Given time to develop, Profondo won a Kensington maiden on debut last September and ran a narrow second in the Acy Securities Gloaming Stakes (G3) before his stunning two-length victory in Randwick's Moet & Chandon Spring Champion Stakes (G1) in October. The powerfully-built colt tuned up for today with an 1,175-meter barrier trial win at Warwick Farm on Feb. 28.

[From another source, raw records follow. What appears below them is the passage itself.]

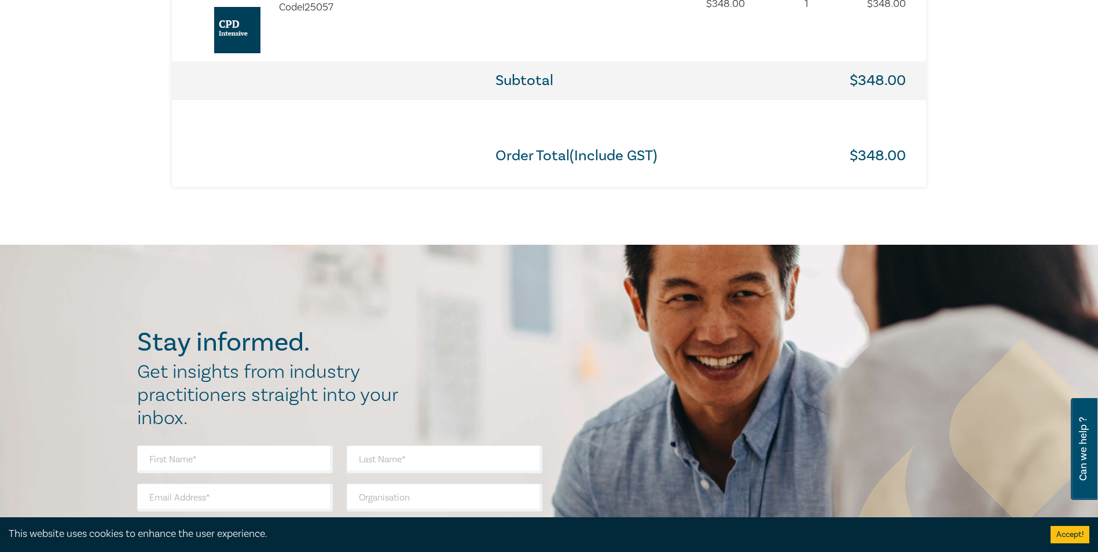  What do you see at coordinates (274, 395) in the screenshot?
I see `h2: Get insights from industry practitioners straight into your inbox.` at bounding box center [274, 395].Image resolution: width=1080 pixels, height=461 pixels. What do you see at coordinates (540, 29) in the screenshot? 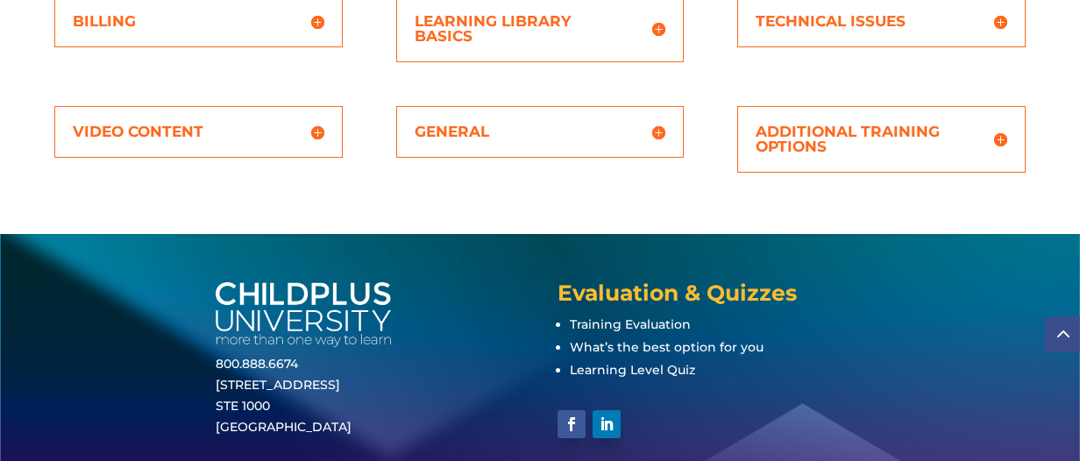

Hitotsu wins the 2021 Victoria Derby at Flemington<br><br />
ridden by John Allen and trained by Ciaron Maher and David Eustace
Photo: Mark Gatt
Hitotsu captures the 2021 Victoria Derby at Flemington Racecourse

By contrast Hitotsu, from the first southern hemisphere-bred crop of six-time elite-level-winning shuttler Maurice  and bred by Arrowfield along with partners, including former radio host Alan Jones' Belford Productions, was a AUS$100,000 (US$68,663) purchase at the same Gold Coast sale, by Cranbourne trainer Wendy Kelly.

Out of another Redoute's Choice mare in the unraced Love Is Fickle, Hitotsu had three unplaced runs for Kelly, all at group level, before a transfer to Ciaron Maher and David Eustace. Then came a spring blossoming, one which famously comprised a Donald maiden win, a fifth in the Neds Caulfield Guineas (G1), and his explosive Penfolds Victoria Derby (G1) success. He had one barrier trial before this preparation, when fifth of seven over 990 meters at Casterton almost a month ago on Feb. 7, a contest won by one of his chief rivals in the Australian Guineas, Forgot You.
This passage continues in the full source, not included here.